Detection Strategies
- Inventory all hosts running the nuclei binary and verify the installed version is 3.8.0 or later.
- Audit CI/CD pipelines, bug bounty automation, and SOC tooling for invocations that combine -env-vars with scanning of arbitrary or user-supplied targets.
- Review custom multi-step templates for response data that flows into subsequent request fields without explicit sanitization.
Monitoring Recommendations
- Log full Nuclei command-line arguments and template names from job runners to detect unsafe flag combinations.

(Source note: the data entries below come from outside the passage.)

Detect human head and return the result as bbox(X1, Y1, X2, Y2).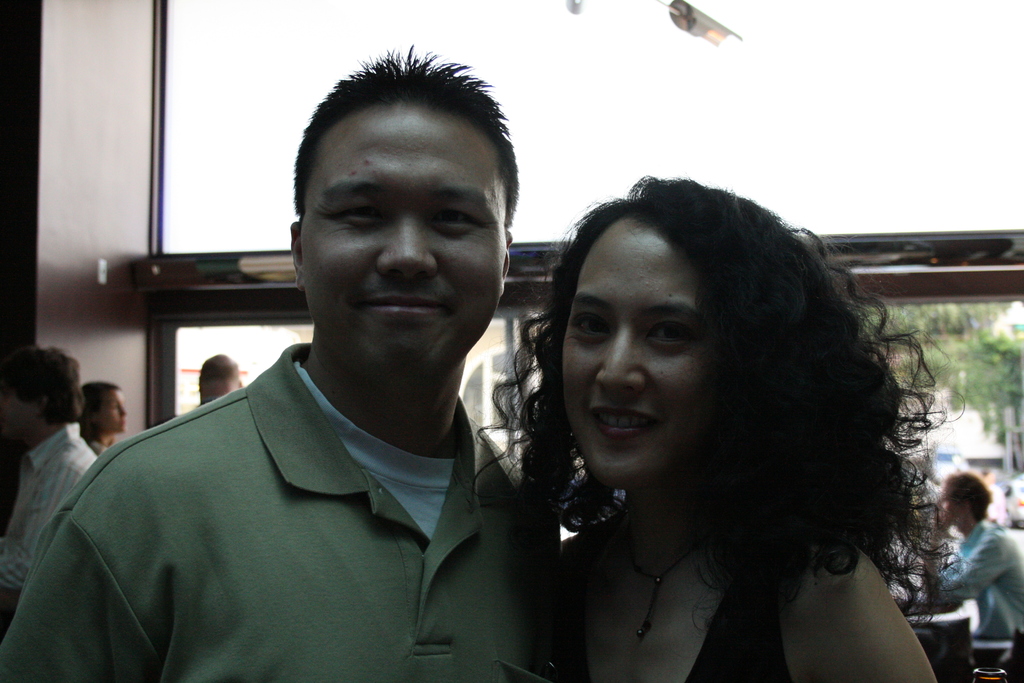
bbox(936, 472, 989, 522).
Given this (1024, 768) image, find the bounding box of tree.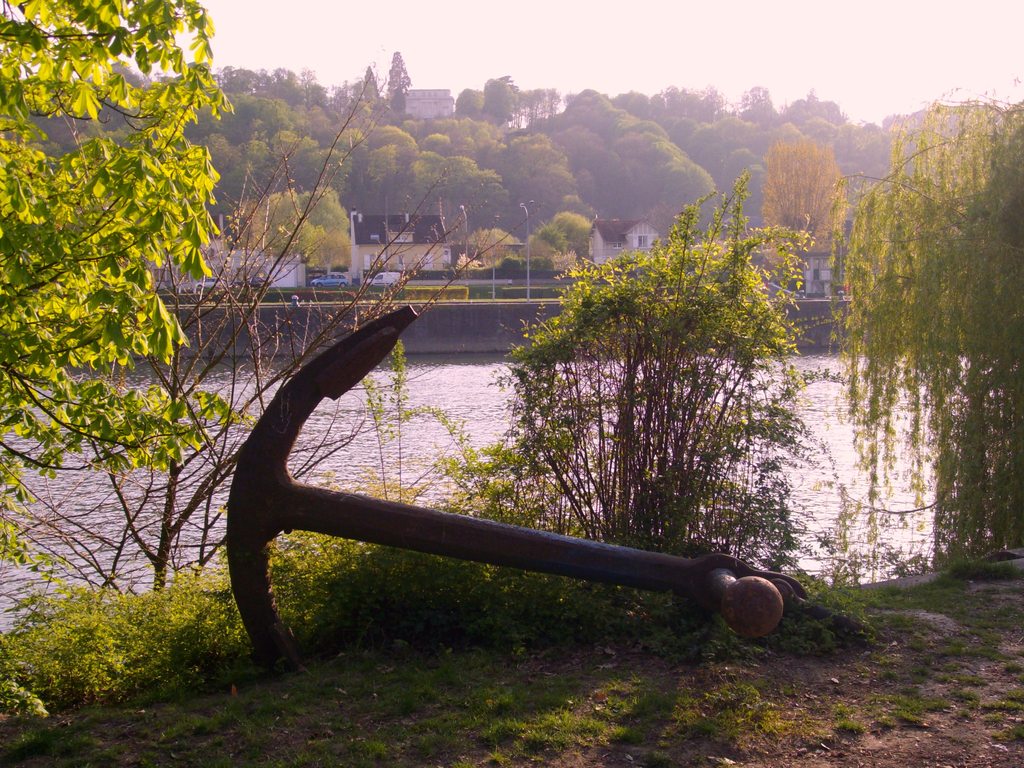
{"x1": 380, "y1": 44, "x2": 416, "y2": 118}.
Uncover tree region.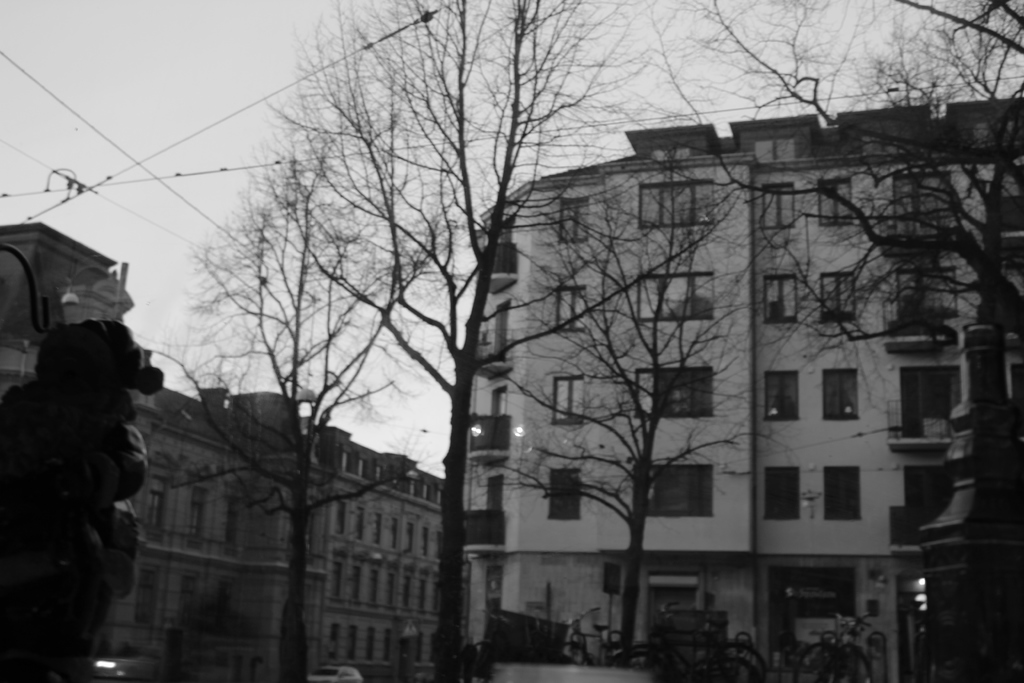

- Monitor egress from scanner hosts and alert on connections that follow scans of low-reputation domains.
- Track Nuclei version drift across scanning infrastructure and fail builds that pin versions below 3.8.0.

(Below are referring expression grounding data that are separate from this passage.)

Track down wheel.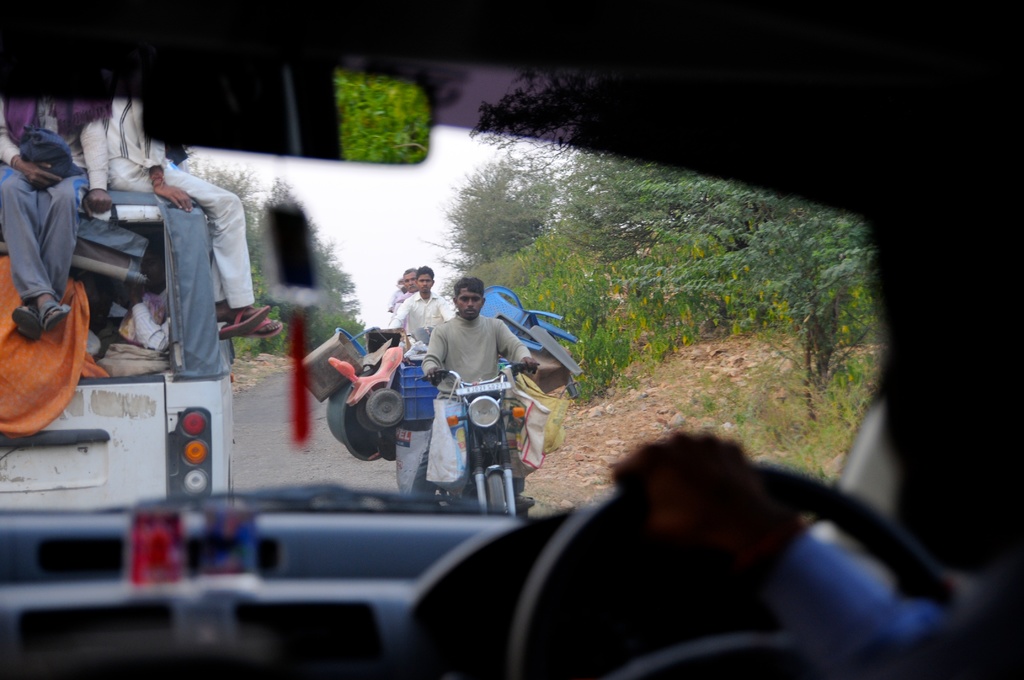
Tracked to Rect(511, 498, 961, 679).
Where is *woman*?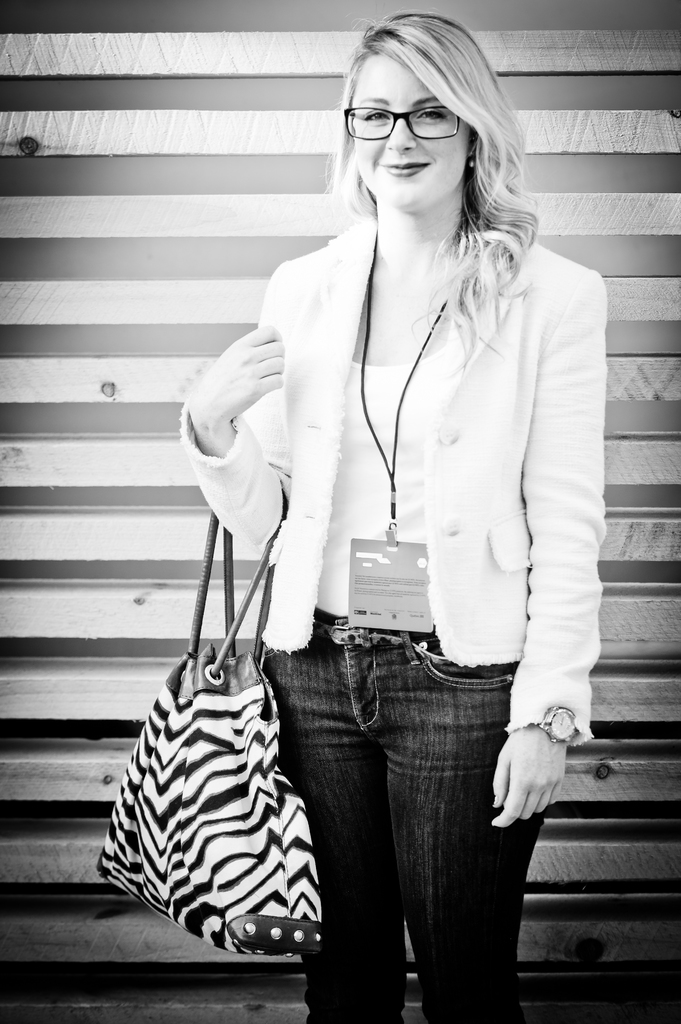
145:22:625:985.
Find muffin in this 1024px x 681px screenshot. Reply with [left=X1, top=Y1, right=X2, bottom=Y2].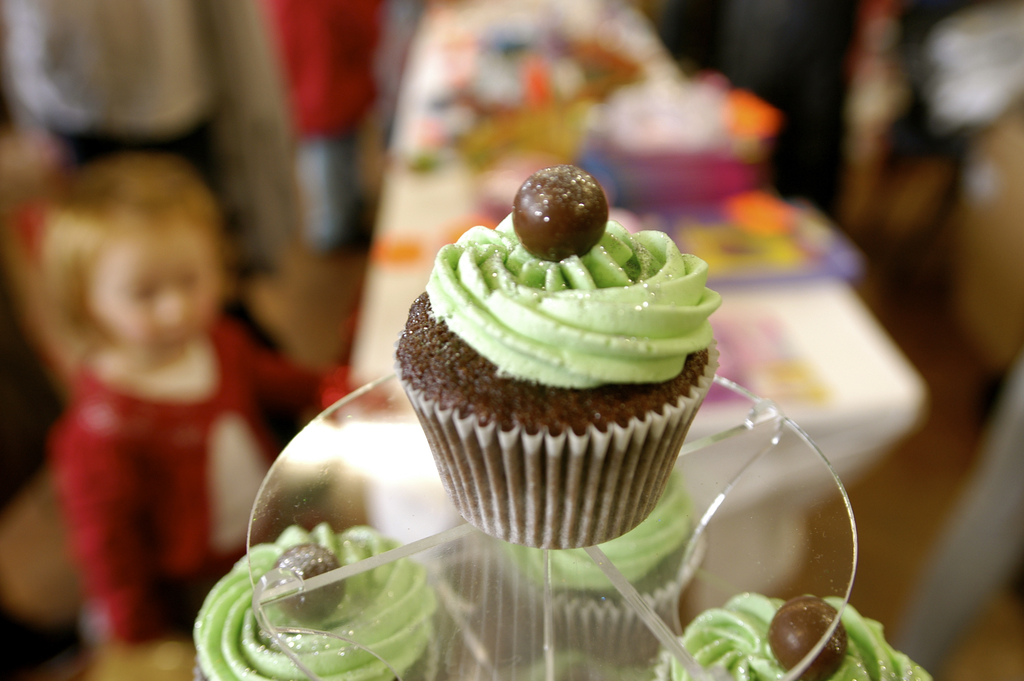
[left=657, top=592, right=932, bottom=680].
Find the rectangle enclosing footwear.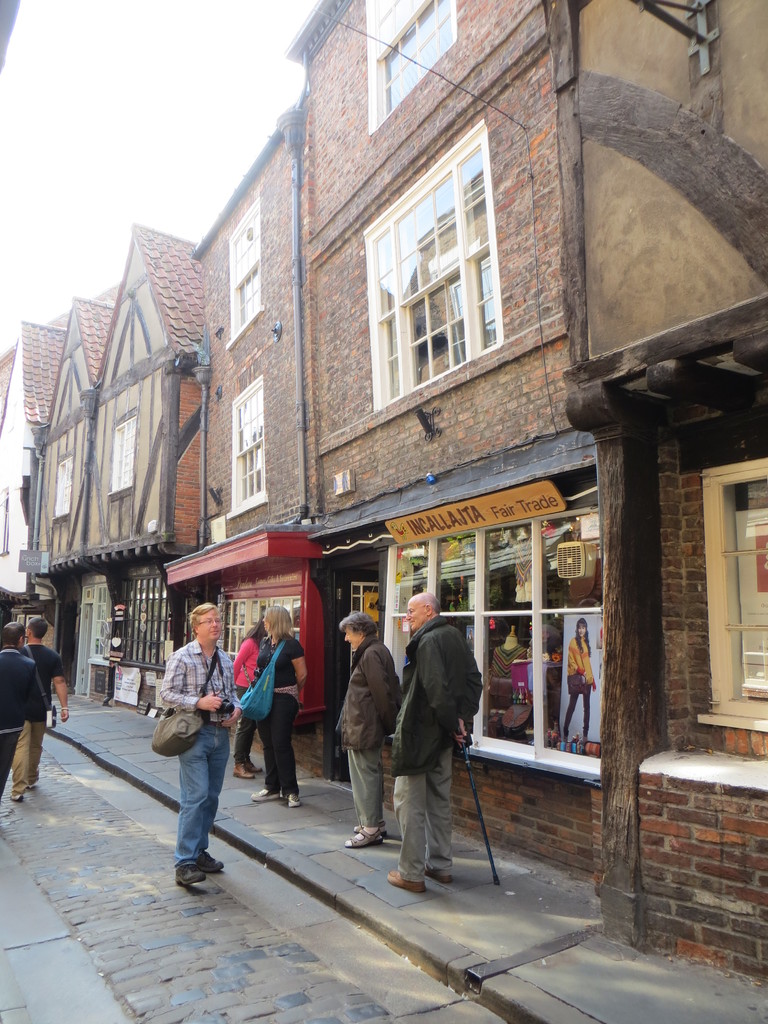
(7,791,23,805).
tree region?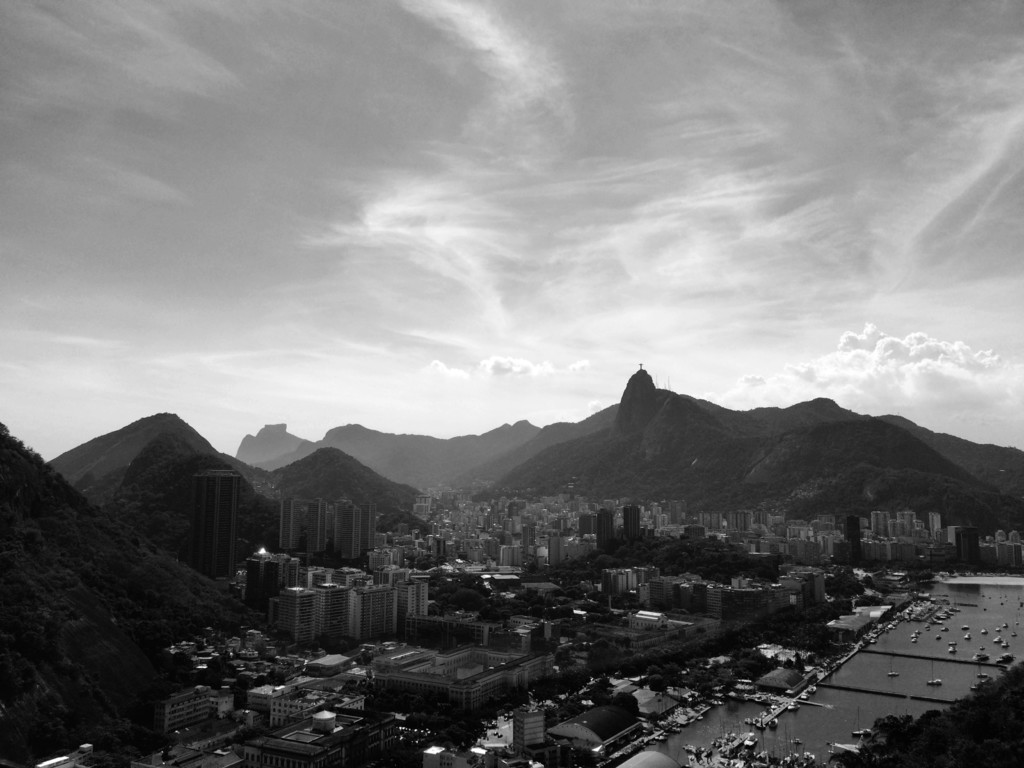
rect(587, 636, 619, 666)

How to Mitigate CVE-2026-41645
Immediate Actions Required
- Upgrade Nuclei to version 3.8.0 or later on every host, container image, and CI runner.
- Remove the -env-vars / -ev flag from all Nuclei invocations unless strictly required, and never combine it with scans of untrusted targets.
- Rotate any secrets that were present in environment variables on hosts that ran vulnerable Nuclei builds with -env-vars enabled against external targets.
Patch Information
ProjectDiscovery released the fix in Nuclei v3.8.0. Technical details are documented in GitHub Security Advisory GHSA-jm34-66cf-qpvr and the corresponding fixes in PR #7221 and PR #7321.
Workarounds
- Do not pass -env-vars or -ev on the command line; the option is off by default and standard configurations are not exposed to environment variable disclosure.
- Restrict Nuclei scans of untrusted targets to single-request templates that do not reuse response data in later steps.
- Run Nuclei inside a least-privilege container with a scrubbed environment so that any residual evaluation has no secrets to read.
# Pin Nuclei to a fixed version and confirm patch level
go install github.com/projectdiscovery/nuclei/v3/cmd/nuclei@v3.8.0
nuclei -version
# Safe invocation: omit -env-vars/-ev when scanning external targets
nuclei -u https://target.example.com -t http/cves/ -severity high,critical
Disclaimer: This content was generated using AI. While we strive for accuracy, please verify critical information with official sources.